Even his moniker "the Zombie Killer" has a deeper meaning.

Mentallo says he wants to excite the crowd and help them break away from their closed-off, technology-obsessed lives.

"It's kind of a metaphor for people who walk around with their faces in their phones," he said. "They're almost like zombies."

As industrialization brought people off the farms and into the offices and tight spaces, Hatton says, men sought a way to compensate for their perceived lack of manliness.

Turn-of-the-century wrestler Johann Lemm strikes a pose, circa 1908. (Topical Press Agency/Getty Images)

"There was a real concern that perhaps with less physical skill needed in work and more female supervision, that men were becoming soft and, perhaps, effeminate," Hatton said. "So sport, including wrestling, would be seen as a perceived antidote to those things, and instill those purportedly male characteristics."

But those days are long past, Hatton says.

"As we see the transformation of cultural values, perhaps we're entering a new zeitgeist of what male expression should be,"Hatton said.

"I expect what we are starting to see with this new type of wrestling leagueis simply a reflection or an attempt to capitalize on changing cultural values."

But despite the progressive feel-good, social justice side of it, it is still wrestling.

(Tyson Koschik/CBC)

"It's an oxymoron to have politically correct wrestling. But I think we're actually doing it," said Joanne Rodriguez, the voice of WPW wrestling.

She introduces the wrestlers, spins the story lines and helps move the show along.

"We're not tolerating racism, sexism. It's negative, but in fun," she said.

The promoters hope one day to showcase female wrestlers, but the stable of local talent remains small.

"To even just be ring announceras a woman, I think, is a really big step. I'm honoured to be that woman" Rodriguez said.

Wrestling as art

"Wrestling is an art form," Bray said. "And it can be conveyed in different ways. Maybe there's not a good way and a bad way of doing it, but there is our way of doing it."

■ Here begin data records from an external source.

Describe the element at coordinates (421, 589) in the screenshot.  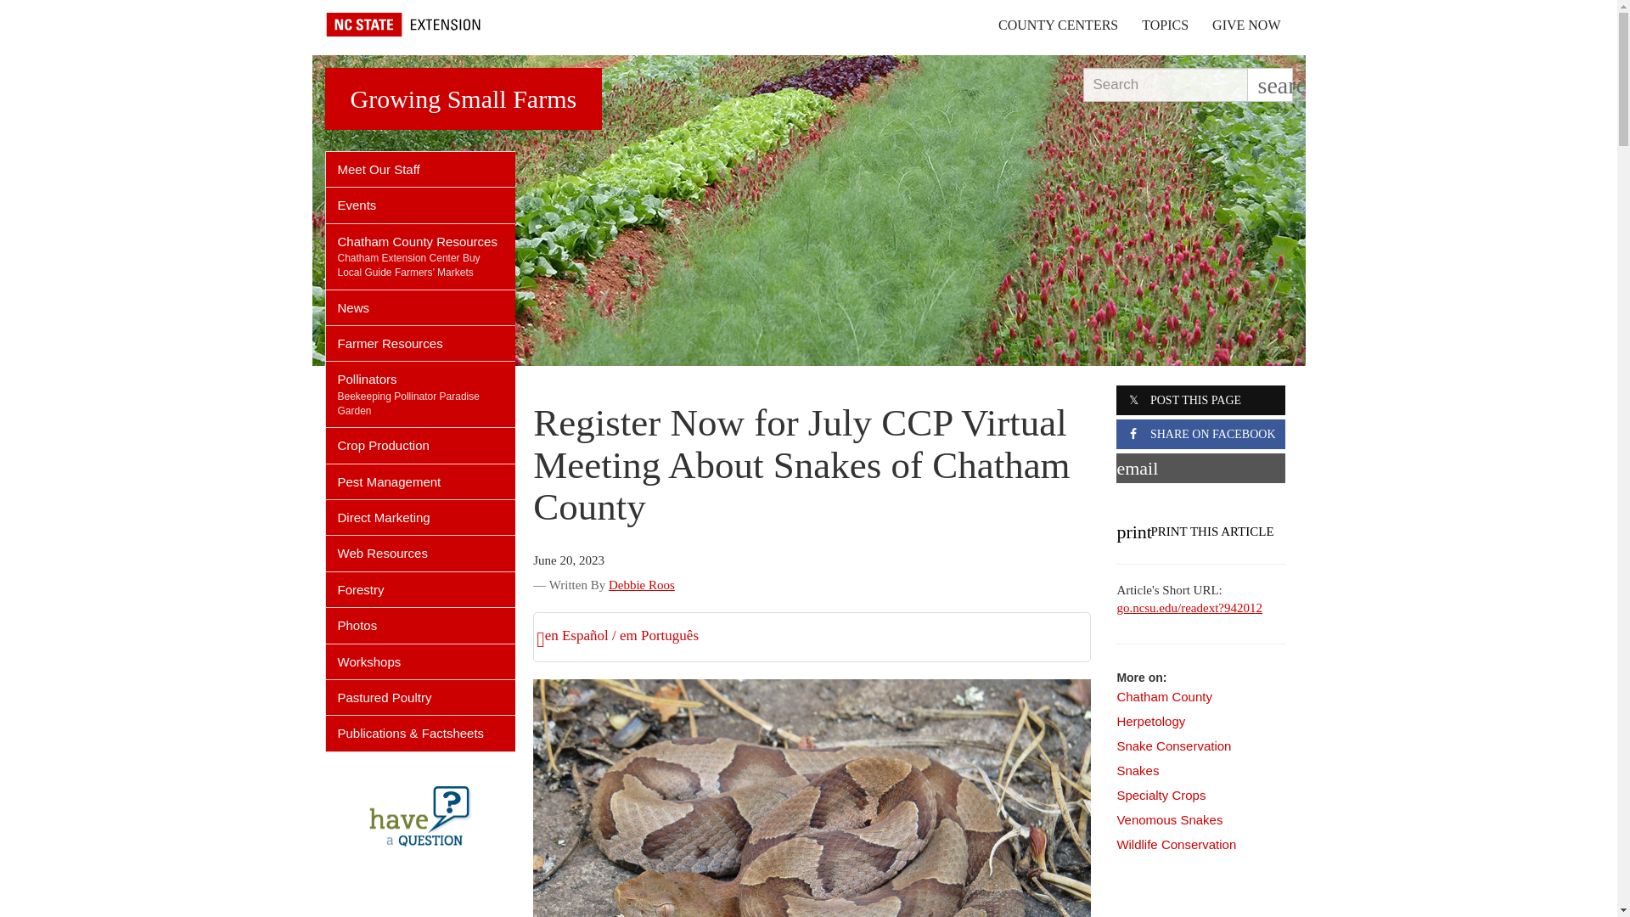
I see `Forestry` at that location.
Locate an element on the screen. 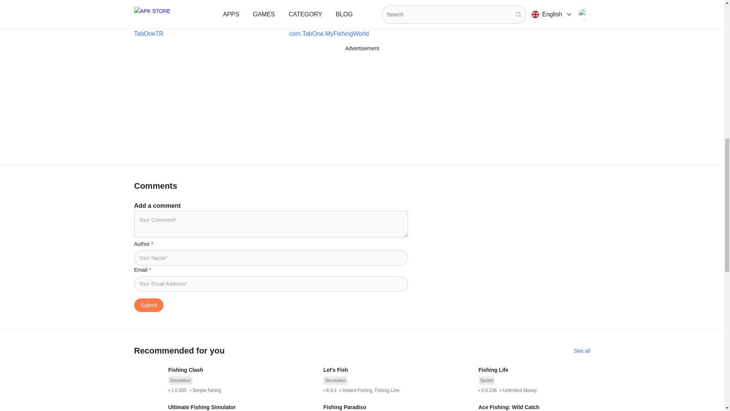 This screenshot has width=730, height=411. Single player is located at coordinates (222, 36).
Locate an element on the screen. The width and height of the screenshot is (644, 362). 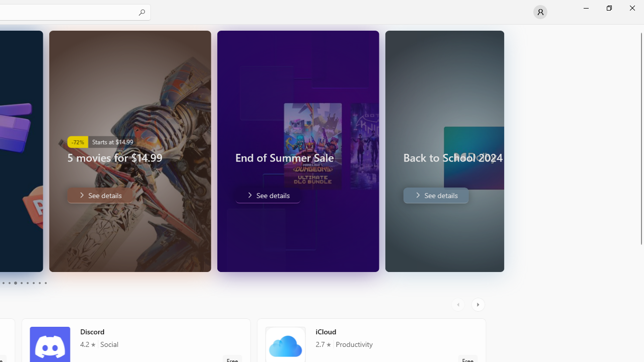
User profile is located at coordinates (540, 12).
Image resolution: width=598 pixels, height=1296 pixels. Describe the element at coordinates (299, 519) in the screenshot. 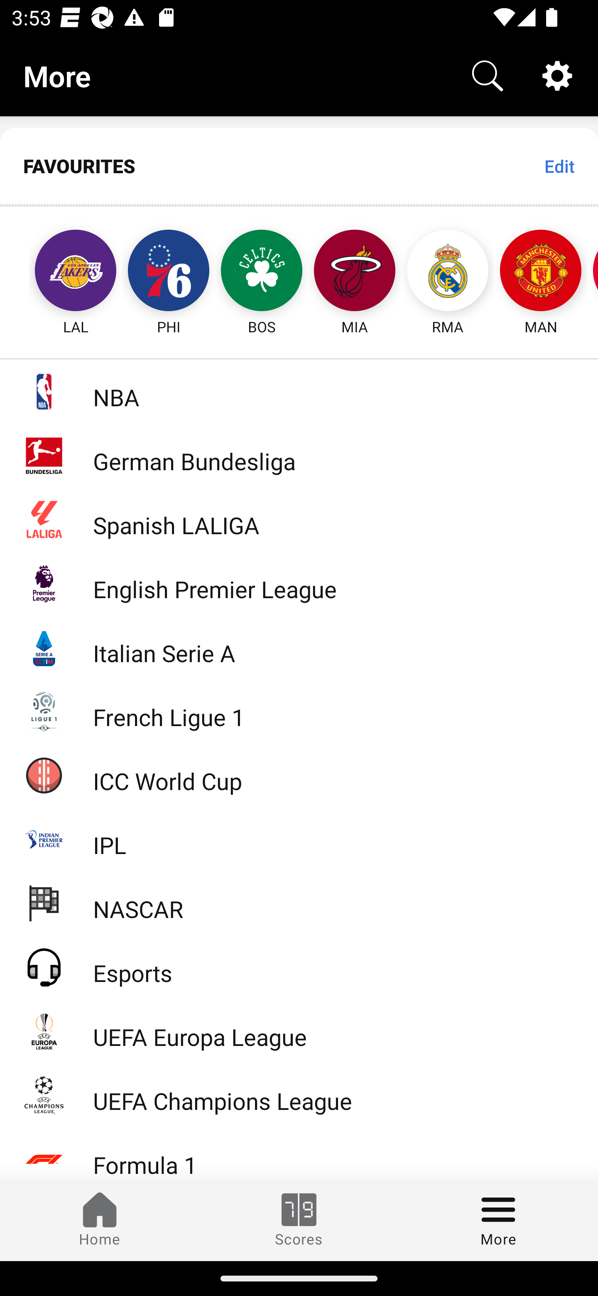

I see `Spanish LALIGA` at that location.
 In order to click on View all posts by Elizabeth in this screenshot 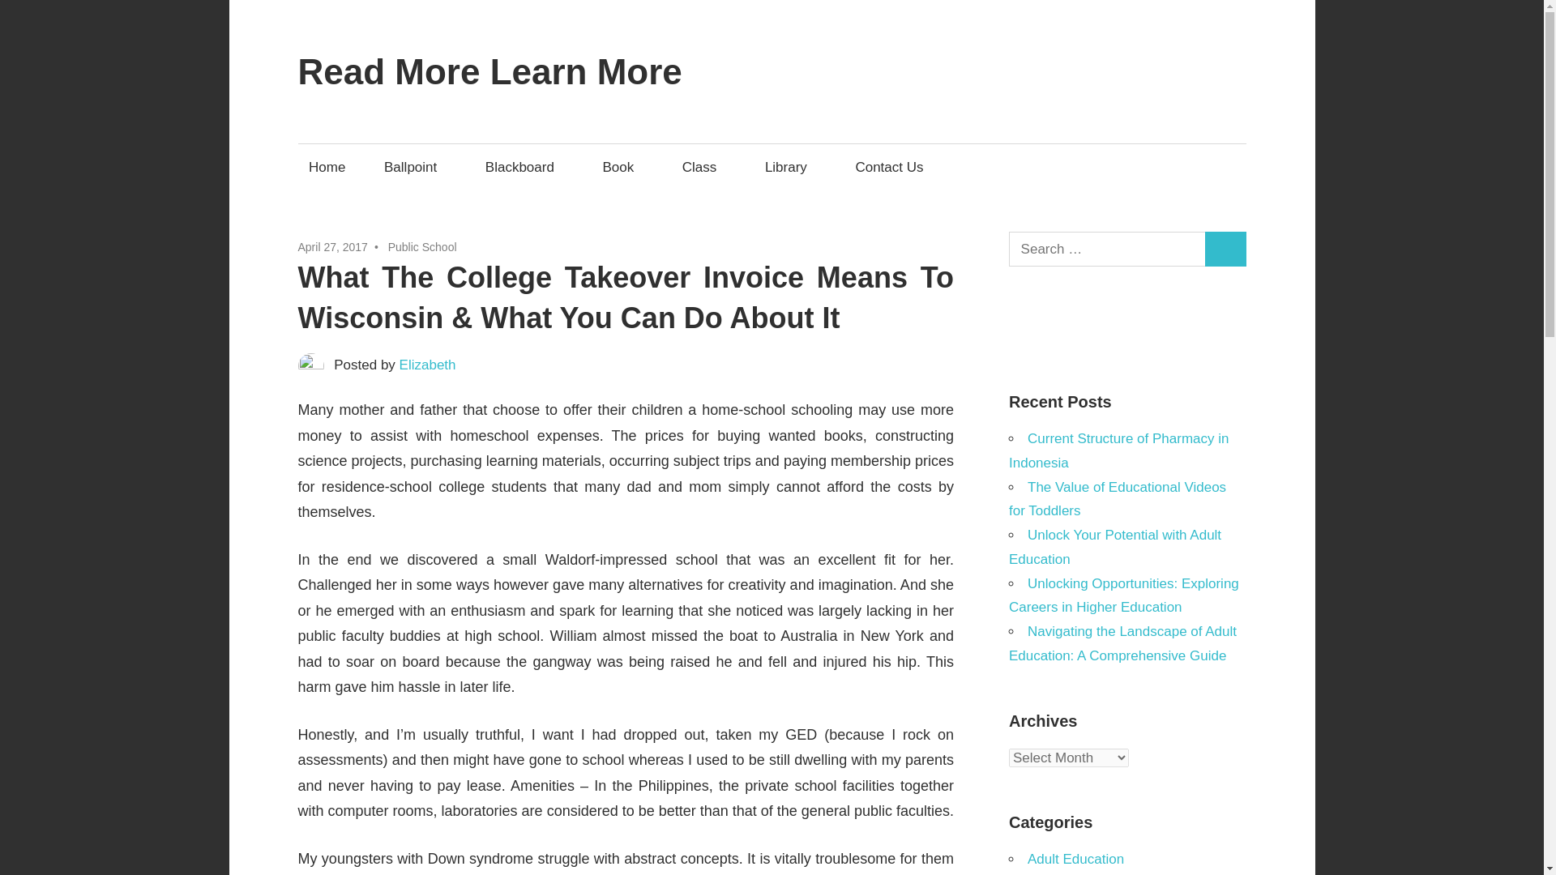, I will do `click(428, 365)`.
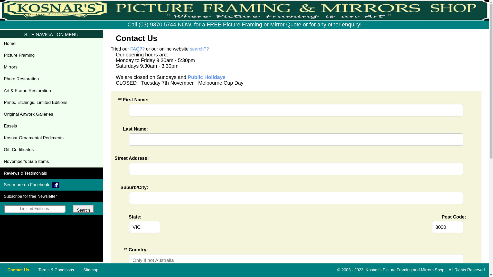 Image resolution: width=493 pixels, height=277 pixels. Describe the element at coordinates (51, 44) in the screenshot. I see `Home` at that location.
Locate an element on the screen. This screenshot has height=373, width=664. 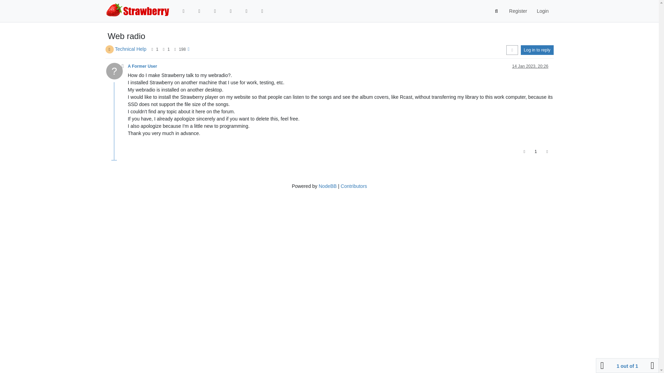
A Former User is located at coordinates (142, 66).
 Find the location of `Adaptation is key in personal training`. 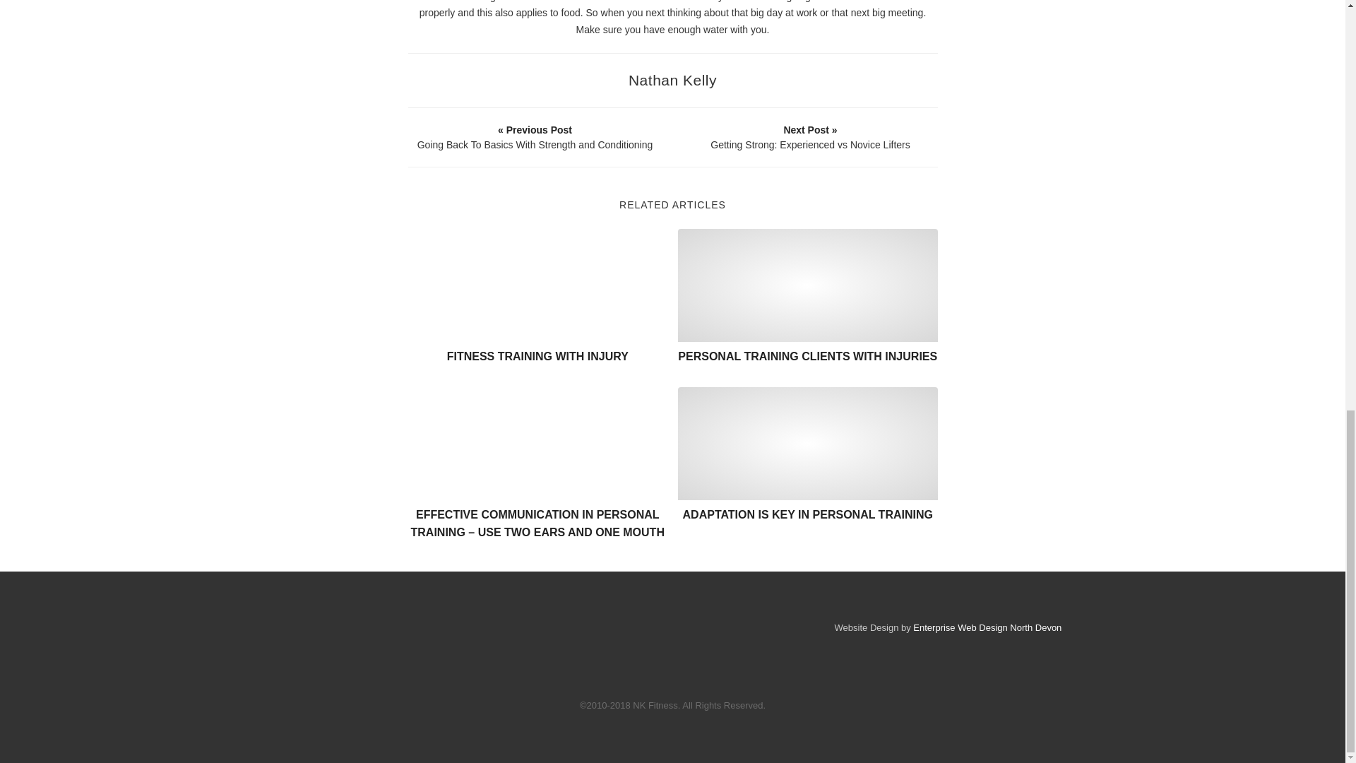

Adaptation is key in personal training is located at coordinates (808, 443).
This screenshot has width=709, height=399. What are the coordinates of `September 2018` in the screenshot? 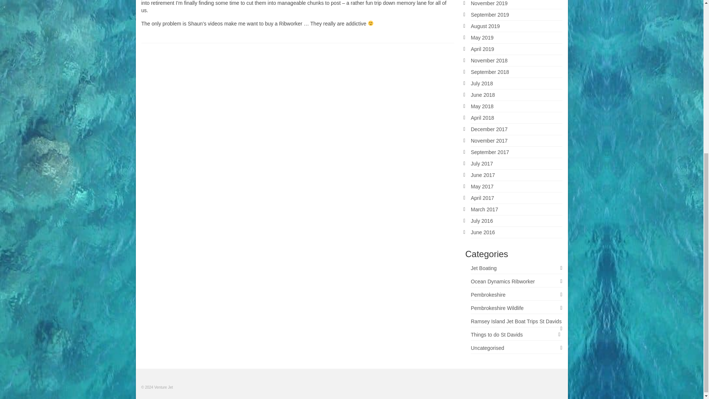 It's located at (490, 72).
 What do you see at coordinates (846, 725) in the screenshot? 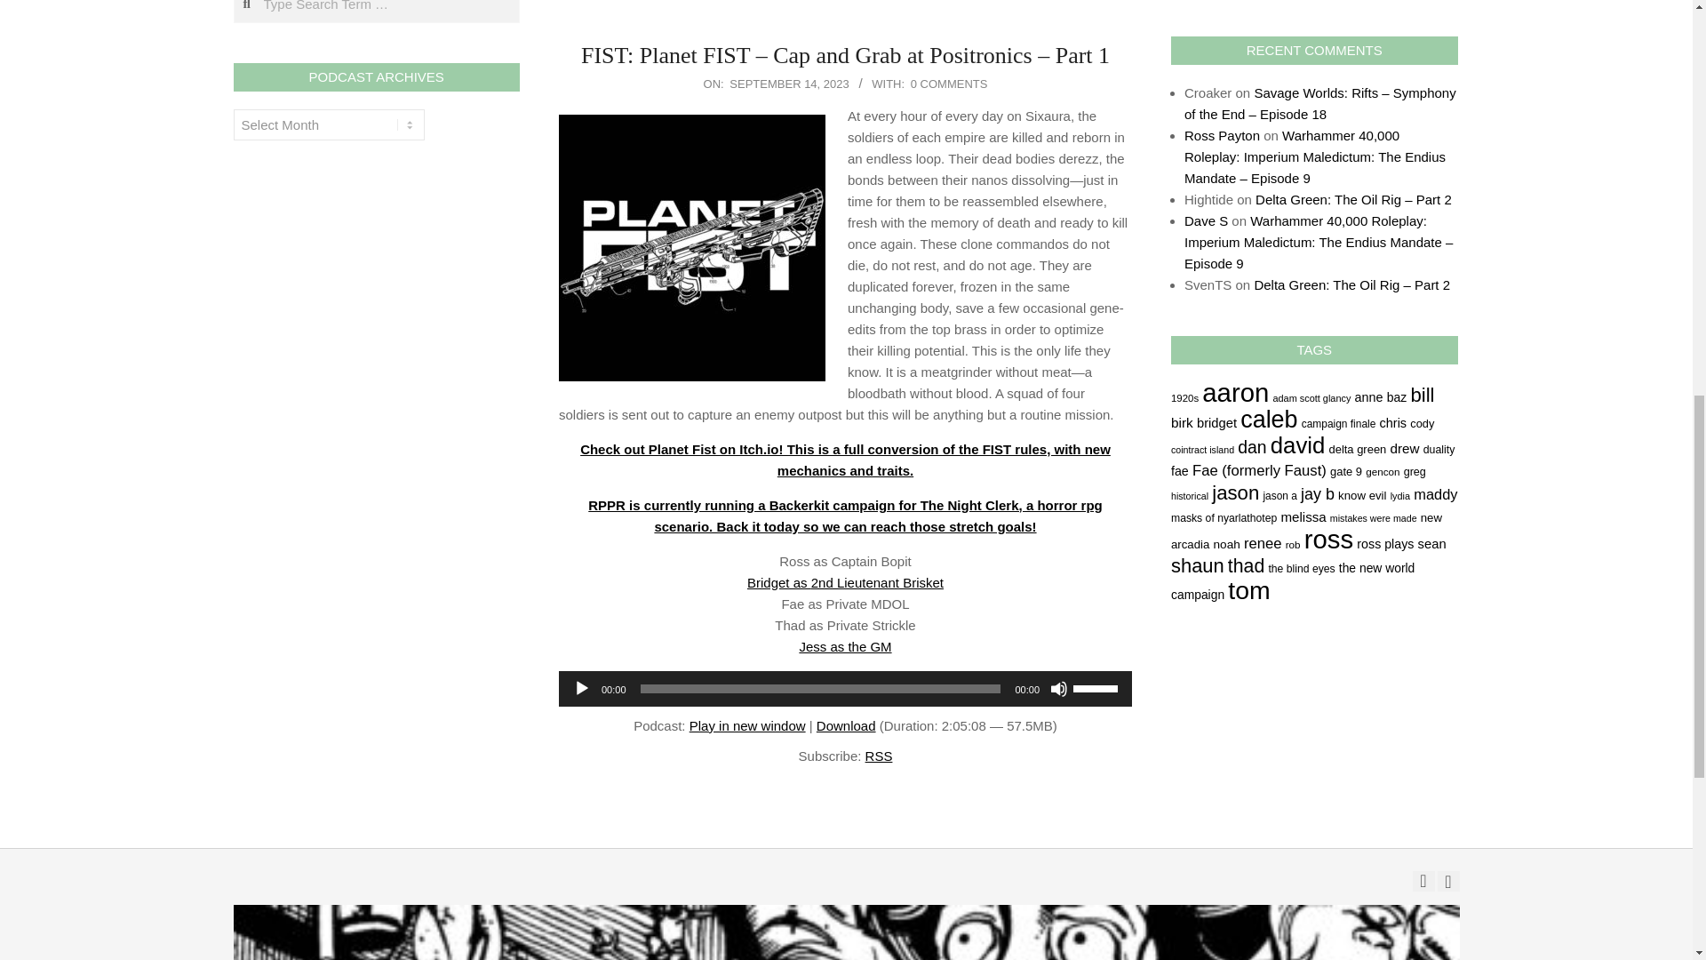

Bray hopes WPW wrestling shows will be a seasonalevent that all Winnipeggers can enjoy.

"We want our shows to be on the same level as a Rainbow Stage production or a Fringe Festshow," Bray said. "An experience, from the second the fan walks in the dooruntil the second they leave.

"Our biggest thrill so far is hearing from people that ours was the first wrestling show they've ever attended, and that it might have shattered some perceptions they had about wrestling."


Crawling back upright, I survey the crowd of roughly 300.

It's made up of men, women, young and old. It's one of the most diverse crowds I've seen at an event in Winnipeg on a weeknight at a venue this size.

They're all clamouring at the ring, chanting along with with each drop-kick and body slam.

They laugh at all the right comic bits and jeer at all the villains.

But it still requires a high degree of alertness to avoid the thick elbows and knees of these tumbling giants.

And the streams of maple syrup? Don't ask.